In short, reason is outside the natural domain, which allows it to be free and autonomous. Thus reason’s freedom is not solely a moral characteristic, but constitutes its basic feature, which when extended to the study of nature, permits reason to function independently of nature and thereby engage in a science of discovery and understanding. Indeed, genuine scientific thinking is a product of reason, more specifically reason’s freedom to develop ideas based on experience, which, without the ordering reason provides, remains unprocessed and unstructured, recorded but unexplained. Thus Kant’s description of reason would allow for rational self-determination in both the domain of theoretical pure reason and the ethical deliberations of practical reason. Seeing theoretical reason functioning analogously to practical reason, that is by able to develop ideas about experience autonomously, by employing principles of organization of its own, and by adopting its own motives and purposes for its own actions, reason is unified. Reason possesses a general property, a capacity to surpass the confines of experience [that] allows theory to be extended to the realm of the unobservable,” (Neiman 1994, p. 71) and thus construct solutions whether posed naturalistically or morally. The challenge of how reason might be regarded as unified, the “unity of reason” problem, does not first appear with Kant’s schema, but grows from modernity’s conundrum of determining how humans can be both part of the natural world of cause and effect, and at the same time exercise and thus assume moral responsibility. How Kant regarded reason as unified has been deliberated in three basic formulations:

1. they are compatible with each other, that is, insofar as the principles of one do not conflict with those of the other; 2. both can be derived as components of a unitary and complete system of philosophy, which has as its starting point a single first principle; 3. they possess an identical underlying “structure,” or constitute what is in essence a single activity of the subject. (Neuhouser 1990, p. 12)

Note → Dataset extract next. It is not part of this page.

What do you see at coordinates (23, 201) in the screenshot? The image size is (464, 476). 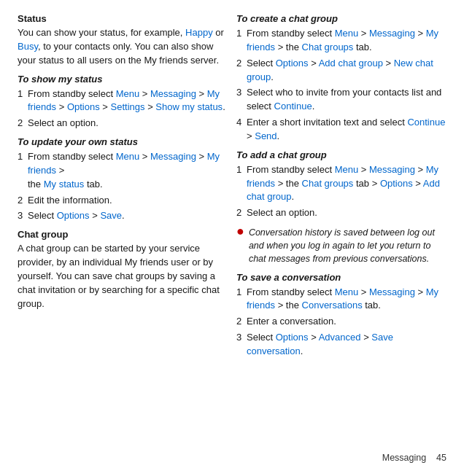 I see `update-step2-num: 2` at bounding box center [23, 201].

As presented here, the autonomy of both theoretical and practical reason serves as the bedrock of Kant’s entire philosophy, a system that provides for freedom in both the apprehension of the natural world and the discernment of moral action in the social world. This fundamental characteristic seems best to address the unity of reason question, but 18 needless to say, neither this interpretation, nor the argument for others has resolved the issue. Suffice it to note that while Kant regarded reason as fundamentally unified, others did not, and at the very least, how theoretical and practical reason functioned in different domains remained a beguiling question.